It's the middle of the night and your baby wakes up crying, again!
Leaving him alone to "cry it out" is hard to do, but it's exactly what brand new research finds is best for everyone, especially the baby.
It's the sound every parent dreads, a crying baby at 4 a-m
Chris Stokes, father of 17 month old Zayden remembers it well.
"We'd wake up and hold him and give him a bottle just lay back down with him until he went back to sleep."
But that's exactly what you shouldn't do according to a new study by Psychologist Doctor Marsha Weinraub.
"Mothers
who rush to their babies in the middle of the night because they are
crying are doing a disservice to their babies. They're interfering with
their babies ability to learn to self soothe the way the rest of us do."
Dr.
wWinraub says babies who have trouble falling back to sleep are
generally fussy, have overly attentive mothers and are breast fed, used to falling asleep in their mother's arms.
"You wouldn't want to go to sleep in a cold bed either if you've been used to sleeping in arms."
They also tend to be male.
"It could be that boys in general are more fussy."
But
whatever the reason, the doctor says babies must learn to fall back to
sleep without being held or nursed and the study finds no harm to the
mother child relationship.
"It's very painful it's tugging at your heartstrings but you have to say that's my baby and she's learning a new skill."
"There is something inside that is just like 'no you gotta get up'."
"Parents have to learn to hold back."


● **Task brief**
Once you find a line containing the word "after" in the entries below, copy it.

● **Input records**

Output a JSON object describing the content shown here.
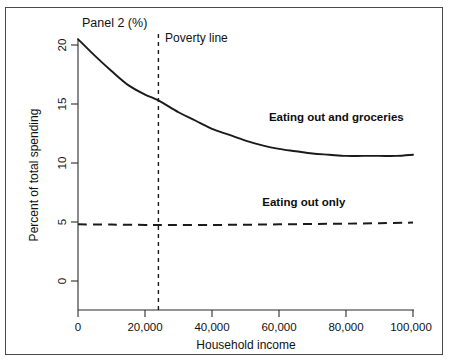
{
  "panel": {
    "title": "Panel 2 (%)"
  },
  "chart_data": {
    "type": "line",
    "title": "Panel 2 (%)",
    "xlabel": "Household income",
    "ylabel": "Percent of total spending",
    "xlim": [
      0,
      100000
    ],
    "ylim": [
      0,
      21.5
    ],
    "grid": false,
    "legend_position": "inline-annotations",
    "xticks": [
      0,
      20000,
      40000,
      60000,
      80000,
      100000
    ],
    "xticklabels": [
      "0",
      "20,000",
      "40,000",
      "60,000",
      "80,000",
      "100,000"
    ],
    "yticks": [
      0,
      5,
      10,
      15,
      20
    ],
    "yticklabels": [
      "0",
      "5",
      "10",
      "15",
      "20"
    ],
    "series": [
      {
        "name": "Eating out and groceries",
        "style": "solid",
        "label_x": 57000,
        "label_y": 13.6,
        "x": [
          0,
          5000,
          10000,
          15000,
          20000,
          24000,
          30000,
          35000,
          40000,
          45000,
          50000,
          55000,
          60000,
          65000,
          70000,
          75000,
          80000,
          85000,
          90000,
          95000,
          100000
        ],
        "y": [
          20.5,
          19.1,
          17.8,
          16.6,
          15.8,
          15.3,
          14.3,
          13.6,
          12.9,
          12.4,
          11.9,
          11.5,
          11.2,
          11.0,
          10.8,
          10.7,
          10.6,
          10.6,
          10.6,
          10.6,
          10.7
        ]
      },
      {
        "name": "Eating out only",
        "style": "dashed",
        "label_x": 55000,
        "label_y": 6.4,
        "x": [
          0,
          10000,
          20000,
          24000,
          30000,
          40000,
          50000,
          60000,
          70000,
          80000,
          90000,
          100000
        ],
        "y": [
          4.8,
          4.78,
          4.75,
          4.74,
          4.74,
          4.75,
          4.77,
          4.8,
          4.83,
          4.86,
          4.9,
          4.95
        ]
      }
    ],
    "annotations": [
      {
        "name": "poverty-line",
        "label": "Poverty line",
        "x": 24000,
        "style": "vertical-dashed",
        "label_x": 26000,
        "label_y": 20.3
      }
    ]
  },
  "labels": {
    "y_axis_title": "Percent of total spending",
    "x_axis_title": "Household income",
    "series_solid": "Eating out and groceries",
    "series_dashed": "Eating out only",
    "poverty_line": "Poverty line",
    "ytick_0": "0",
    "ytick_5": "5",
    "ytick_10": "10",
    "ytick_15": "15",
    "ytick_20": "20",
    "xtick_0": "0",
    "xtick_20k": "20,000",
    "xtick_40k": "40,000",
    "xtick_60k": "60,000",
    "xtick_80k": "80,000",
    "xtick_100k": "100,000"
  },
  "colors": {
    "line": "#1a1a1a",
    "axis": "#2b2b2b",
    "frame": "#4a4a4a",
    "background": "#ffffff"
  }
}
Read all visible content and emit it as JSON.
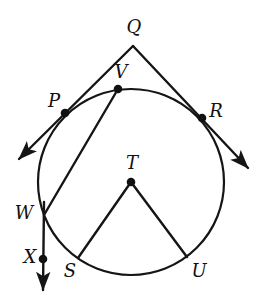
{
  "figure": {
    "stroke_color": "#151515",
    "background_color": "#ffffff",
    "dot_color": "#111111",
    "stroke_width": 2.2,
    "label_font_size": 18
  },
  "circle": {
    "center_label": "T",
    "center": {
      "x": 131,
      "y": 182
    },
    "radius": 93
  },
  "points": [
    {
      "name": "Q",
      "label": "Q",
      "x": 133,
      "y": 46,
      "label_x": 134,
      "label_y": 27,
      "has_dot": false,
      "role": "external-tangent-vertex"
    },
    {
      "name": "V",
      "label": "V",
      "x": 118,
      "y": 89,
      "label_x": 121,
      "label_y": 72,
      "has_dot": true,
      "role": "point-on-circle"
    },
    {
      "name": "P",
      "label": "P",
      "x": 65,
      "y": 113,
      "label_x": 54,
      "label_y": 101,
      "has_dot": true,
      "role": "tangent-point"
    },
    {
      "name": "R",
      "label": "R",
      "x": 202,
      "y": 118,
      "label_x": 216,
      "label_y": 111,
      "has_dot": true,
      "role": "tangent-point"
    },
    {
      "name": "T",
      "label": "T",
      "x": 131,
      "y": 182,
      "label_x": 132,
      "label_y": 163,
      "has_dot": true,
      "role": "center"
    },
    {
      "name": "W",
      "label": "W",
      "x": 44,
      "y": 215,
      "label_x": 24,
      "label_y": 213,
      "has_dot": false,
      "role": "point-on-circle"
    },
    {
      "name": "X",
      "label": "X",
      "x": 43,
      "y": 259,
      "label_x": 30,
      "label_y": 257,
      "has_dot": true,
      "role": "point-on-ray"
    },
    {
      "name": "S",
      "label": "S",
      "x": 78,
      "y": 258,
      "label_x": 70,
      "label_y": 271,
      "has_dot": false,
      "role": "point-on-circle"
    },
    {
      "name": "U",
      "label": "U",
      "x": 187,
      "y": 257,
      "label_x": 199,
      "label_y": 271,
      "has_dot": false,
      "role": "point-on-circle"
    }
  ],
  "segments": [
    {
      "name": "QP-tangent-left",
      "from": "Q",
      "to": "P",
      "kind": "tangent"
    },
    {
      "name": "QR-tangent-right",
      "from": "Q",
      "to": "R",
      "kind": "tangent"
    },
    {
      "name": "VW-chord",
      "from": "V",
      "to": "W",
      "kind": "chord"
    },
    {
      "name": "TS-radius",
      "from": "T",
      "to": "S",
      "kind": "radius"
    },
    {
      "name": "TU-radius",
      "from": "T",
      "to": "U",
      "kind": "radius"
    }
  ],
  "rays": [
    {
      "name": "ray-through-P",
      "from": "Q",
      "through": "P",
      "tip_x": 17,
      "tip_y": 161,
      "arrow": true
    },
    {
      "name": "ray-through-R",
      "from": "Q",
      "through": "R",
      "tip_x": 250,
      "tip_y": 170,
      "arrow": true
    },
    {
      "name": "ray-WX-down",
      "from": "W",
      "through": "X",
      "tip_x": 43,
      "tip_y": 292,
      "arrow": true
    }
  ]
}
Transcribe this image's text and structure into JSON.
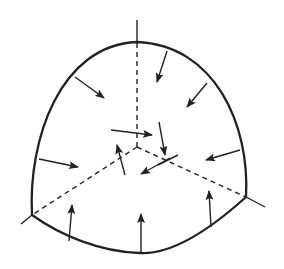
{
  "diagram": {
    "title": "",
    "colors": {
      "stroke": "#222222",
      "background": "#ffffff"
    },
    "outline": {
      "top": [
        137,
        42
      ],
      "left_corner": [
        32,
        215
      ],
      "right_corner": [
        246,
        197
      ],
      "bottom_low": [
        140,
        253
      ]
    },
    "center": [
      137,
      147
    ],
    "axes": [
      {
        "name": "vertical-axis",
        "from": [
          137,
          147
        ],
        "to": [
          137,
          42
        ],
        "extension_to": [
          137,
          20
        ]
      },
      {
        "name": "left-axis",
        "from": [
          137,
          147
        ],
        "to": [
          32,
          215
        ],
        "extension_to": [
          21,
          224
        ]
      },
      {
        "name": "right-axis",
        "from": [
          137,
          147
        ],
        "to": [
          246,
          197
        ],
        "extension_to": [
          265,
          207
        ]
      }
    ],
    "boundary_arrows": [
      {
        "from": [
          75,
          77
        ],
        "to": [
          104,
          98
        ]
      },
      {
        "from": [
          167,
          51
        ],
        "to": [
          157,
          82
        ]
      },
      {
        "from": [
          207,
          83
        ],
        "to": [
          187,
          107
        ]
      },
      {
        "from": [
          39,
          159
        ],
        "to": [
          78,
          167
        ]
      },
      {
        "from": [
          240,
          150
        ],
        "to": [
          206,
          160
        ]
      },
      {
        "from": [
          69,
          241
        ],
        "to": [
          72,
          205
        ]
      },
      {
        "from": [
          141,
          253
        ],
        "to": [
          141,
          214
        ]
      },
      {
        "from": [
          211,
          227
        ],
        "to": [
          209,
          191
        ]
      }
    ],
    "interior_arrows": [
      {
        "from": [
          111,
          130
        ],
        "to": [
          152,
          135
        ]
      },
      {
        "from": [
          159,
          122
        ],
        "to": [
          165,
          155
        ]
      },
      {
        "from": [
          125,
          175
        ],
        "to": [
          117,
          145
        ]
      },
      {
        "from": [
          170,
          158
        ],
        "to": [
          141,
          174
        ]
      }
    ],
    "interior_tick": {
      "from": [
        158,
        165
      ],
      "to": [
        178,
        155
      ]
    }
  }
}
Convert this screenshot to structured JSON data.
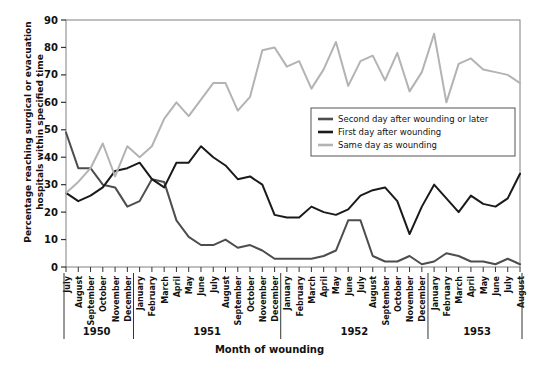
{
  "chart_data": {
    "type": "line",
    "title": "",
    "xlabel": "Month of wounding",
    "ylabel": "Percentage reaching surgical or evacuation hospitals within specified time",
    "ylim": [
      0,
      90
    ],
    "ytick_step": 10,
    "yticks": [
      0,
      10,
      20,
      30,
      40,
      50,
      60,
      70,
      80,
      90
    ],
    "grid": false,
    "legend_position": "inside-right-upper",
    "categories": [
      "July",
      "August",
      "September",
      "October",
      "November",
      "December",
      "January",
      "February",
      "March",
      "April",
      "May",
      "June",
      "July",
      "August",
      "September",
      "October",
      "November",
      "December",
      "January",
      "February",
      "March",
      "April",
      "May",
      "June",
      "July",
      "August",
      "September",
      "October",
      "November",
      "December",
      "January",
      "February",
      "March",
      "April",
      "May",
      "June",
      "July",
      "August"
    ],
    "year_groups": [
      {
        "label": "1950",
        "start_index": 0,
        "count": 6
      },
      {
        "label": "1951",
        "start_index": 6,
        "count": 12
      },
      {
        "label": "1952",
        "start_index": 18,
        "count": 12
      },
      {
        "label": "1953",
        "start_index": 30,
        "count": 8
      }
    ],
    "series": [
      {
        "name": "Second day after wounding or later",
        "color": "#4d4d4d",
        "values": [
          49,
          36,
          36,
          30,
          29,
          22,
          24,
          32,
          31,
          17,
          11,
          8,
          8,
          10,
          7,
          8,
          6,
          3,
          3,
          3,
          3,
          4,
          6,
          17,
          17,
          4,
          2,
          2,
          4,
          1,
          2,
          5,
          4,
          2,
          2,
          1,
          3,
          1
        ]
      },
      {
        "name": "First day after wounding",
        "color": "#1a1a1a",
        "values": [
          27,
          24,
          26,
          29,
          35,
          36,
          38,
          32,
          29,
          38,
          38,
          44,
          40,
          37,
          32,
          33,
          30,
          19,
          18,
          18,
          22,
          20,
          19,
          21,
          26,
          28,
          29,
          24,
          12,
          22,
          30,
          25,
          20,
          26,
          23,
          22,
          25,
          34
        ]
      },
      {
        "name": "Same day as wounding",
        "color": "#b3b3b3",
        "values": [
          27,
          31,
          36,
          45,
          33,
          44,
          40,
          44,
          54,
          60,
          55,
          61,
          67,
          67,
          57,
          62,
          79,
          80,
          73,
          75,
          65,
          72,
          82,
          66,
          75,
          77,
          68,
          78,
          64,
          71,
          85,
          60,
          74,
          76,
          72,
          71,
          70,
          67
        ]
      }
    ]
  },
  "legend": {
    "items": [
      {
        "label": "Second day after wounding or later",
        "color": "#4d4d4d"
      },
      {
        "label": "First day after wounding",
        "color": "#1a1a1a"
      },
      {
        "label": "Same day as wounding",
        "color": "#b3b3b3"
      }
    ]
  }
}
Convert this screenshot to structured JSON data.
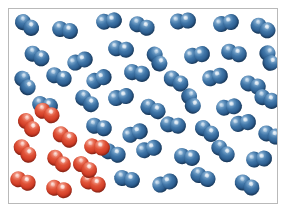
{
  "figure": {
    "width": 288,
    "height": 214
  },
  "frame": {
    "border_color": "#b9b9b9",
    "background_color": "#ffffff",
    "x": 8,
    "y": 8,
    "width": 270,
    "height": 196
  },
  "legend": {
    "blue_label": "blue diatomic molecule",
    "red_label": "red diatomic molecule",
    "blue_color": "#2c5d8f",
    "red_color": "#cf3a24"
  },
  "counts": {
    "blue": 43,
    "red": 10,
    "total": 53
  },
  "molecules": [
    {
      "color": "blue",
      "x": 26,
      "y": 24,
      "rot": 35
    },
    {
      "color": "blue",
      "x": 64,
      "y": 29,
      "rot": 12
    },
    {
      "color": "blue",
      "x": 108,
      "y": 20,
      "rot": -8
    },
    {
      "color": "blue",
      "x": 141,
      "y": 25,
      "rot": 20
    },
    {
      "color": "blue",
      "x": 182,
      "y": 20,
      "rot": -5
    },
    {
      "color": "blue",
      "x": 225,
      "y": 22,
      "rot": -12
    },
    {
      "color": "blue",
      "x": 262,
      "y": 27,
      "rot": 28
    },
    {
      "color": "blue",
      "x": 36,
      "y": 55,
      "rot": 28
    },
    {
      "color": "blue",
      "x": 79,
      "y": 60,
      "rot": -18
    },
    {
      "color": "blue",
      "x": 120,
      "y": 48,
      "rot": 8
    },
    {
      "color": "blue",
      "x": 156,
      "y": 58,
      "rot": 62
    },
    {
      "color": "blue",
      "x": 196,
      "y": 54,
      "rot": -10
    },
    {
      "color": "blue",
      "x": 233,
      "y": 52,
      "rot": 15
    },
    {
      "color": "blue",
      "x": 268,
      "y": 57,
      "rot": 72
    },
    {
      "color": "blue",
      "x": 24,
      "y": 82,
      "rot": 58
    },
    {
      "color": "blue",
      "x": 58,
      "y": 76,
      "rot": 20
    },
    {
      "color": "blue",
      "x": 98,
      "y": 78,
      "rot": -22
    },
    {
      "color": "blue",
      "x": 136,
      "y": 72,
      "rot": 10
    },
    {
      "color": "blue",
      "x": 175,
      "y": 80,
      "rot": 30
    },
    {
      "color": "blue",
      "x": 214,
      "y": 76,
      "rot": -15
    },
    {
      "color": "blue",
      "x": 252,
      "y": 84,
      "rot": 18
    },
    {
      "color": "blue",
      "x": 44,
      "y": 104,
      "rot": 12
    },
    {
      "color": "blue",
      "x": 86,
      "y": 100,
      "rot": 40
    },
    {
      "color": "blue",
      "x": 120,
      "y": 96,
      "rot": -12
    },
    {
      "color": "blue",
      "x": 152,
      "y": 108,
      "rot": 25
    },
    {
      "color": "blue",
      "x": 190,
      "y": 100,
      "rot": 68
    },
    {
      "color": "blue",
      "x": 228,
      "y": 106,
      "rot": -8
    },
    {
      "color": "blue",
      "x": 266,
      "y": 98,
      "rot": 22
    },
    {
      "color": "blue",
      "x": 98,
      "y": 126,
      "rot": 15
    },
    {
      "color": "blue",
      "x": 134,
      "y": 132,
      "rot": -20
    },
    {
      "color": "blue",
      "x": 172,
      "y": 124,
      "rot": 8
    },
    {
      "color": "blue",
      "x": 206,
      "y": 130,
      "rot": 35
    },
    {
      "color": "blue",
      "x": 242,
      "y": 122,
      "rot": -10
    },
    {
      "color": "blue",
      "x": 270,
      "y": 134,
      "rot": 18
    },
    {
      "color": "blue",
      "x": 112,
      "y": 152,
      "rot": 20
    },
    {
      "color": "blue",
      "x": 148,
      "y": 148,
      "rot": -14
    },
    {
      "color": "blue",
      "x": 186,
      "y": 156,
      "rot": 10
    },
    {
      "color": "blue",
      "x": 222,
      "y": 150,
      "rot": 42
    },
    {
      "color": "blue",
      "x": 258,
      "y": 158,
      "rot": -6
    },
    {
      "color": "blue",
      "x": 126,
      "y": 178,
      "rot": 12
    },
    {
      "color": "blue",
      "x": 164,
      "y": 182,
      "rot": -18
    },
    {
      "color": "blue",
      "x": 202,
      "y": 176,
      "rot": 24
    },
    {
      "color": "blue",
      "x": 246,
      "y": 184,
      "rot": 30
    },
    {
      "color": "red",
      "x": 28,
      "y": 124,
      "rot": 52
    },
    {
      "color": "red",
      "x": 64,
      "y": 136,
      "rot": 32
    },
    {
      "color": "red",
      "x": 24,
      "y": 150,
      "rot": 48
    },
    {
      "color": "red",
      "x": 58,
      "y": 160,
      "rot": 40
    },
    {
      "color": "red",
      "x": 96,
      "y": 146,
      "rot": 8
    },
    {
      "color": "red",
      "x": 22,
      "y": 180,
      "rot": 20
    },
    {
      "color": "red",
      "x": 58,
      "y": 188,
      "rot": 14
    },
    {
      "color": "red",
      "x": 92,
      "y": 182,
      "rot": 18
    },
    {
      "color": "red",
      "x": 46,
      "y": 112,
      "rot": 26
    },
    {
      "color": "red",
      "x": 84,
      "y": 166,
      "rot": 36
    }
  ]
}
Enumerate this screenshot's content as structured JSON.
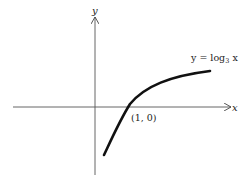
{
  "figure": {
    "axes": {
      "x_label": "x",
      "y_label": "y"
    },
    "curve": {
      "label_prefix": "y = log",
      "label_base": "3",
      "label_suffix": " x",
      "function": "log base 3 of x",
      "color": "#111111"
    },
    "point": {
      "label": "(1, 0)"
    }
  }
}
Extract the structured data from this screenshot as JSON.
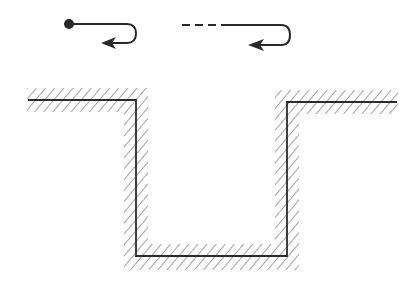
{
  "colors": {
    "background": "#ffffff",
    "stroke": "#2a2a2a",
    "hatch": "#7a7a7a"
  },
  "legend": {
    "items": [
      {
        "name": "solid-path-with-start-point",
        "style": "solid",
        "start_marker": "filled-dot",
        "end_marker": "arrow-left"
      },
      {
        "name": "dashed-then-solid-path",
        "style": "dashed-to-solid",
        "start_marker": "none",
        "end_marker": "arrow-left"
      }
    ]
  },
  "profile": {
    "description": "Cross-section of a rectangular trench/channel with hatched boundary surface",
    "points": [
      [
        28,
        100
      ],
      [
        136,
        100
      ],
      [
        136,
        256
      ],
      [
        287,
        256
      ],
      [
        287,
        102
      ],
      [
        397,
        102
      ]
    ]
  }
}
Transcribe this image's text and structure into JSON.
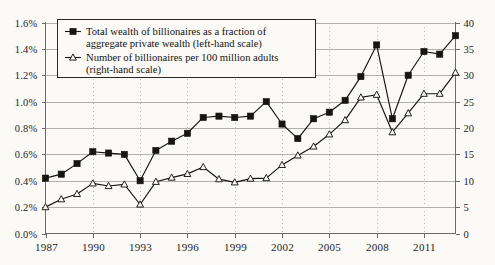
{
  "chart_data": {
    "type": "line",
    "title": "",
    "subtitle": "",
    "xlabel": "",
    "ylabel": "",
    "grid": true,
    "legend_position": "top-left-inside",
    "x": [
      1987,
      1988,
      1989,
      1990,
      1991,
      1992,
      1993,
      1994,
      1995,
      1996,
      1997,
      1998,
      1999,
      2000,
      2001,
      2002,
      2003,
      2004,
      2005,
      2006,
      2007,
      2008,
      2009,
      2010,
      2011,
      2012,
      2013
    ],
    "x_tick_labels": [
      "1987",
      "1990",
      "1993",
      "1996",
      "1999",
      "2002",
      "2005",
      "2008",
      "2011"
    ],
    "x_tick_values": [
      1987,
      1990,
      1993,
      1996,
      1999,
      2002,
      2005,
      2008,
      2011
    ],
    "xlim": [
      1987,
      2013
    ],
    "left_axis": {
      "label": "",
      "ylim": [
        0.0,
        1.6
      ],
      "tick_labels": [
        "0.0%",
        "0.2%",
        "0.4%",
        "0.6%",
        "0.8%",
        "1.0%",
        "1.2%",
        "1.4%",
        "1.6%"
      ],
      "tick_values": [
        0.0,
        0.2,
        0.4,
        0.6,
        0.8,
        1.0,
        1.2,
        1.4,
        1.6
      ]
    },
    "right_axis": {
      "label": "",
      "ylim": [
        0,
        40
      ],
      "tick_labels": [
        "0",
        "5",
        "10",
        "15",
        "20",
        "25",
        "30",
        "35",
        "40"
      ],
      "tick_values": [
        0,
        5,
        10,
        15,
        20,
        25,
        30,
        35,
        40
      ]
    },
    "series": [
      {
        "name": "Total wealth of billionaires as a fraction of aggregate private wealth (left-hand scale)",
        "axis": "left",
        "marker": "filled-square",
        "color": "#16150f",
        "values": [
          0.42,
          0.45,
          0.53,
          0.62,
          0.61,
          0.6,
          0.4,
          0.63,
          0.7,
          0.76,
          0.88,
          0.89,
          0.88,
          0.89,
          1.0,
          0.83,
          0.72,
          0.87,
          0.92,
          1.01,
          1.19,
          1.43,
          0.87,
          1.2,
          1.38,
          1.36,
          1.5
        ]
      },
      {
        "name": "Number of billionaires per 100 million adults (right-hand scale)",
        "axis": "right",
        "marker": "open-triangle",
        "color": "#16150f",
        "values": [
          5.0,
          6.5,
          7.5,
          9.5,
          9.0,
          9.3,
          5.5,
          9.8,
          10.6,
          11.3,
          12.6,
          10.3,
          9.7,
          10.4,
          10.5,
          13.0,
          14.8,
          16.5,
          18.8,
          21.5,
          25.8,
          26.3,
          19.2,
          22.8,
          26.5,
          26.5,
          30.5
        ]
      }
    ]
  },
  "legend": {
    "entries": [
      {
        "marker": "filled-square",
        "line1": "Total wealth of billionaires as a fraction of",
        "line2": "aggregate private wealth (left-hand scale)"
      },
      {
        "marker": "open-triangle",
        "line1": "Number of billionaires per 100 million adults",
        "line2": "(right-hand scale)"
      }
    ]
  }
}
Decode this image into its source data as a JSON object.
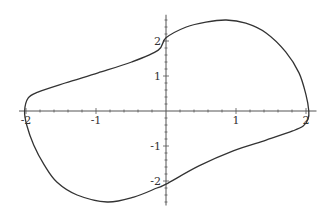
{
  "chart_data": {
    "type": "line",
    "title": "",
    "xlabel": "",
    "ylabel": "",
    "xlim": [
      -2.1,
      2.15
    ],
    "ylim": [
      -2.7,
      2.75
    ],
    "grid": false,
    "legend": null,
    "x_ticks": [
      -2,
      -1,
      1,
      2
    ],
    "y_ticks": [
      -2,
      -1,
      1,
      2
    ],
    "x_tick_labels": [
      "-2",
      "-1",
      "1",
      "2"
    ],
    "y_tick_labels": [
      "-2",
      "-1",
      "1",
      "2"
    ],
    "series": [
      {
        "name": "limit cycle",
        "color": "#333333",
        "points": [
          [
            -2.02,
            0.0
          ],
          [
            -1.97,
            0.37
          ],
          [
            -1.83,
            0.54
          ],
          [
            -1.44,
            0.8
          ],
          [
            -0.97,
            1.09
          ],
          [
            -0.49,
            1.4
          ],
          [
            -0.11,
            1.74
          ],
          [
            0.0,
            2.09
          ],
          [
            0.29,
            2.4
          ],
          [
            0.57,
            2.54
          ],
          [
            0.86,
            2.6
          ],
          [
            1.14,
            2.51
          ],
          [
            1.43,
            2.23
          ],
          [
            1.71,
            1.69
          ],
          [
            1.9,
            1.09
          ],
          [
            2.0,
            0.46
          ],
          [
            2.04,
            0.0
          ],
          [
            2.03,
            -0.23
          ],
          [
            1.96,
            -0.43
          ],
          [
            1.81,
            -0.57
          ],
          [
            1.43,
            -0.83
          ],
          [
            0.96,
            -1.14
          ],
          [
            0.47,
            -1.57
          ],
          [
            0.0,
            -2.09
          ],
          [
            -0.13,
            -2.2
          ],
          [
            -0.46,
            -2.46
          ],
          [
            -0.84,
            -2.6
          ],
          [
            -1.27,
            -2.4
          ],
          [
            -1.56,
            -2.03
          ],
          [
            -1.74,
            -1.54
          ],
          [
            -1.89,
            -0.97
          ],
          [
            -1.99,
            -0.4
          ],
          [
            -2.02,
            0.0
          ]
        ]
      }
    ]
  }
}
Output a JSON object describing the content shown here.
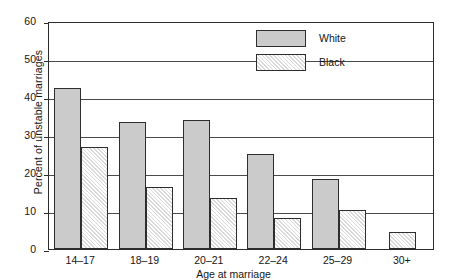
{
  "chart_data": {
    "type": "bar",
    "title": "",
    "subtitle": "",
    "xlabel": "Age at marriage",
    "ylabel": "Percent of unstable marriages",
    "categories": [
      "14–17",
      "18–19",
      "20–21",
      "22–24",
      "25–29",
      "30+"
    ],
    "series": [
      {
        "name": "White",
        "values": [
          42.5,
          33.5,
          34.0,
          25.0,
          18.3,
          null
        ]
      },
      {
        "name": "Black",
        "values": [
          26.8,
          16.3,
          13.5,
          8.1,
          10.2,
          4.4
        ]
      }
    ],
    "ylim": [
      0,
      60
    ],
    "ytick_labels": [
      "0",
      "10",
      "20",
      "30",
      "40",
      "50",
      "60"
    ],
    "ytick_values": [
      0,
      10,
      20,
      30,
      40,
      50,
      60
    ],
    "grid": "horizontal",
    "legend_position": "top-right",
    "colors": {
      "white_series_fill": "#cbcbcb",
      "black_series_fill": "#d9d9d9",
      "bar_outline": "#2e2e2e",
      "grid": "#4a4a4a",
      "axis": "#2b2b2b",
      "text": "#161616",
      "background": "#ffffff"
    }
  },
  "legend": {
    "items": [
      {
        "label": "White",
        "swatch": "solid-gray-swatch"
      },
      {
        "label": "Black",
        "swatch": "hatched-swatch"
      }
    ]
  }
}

● **Task response**
        "name": "Second day after wounding or later",
        "name": "First day after wounding",
        "label": "Second day after wounding or later",
        "label": "First day after wounding",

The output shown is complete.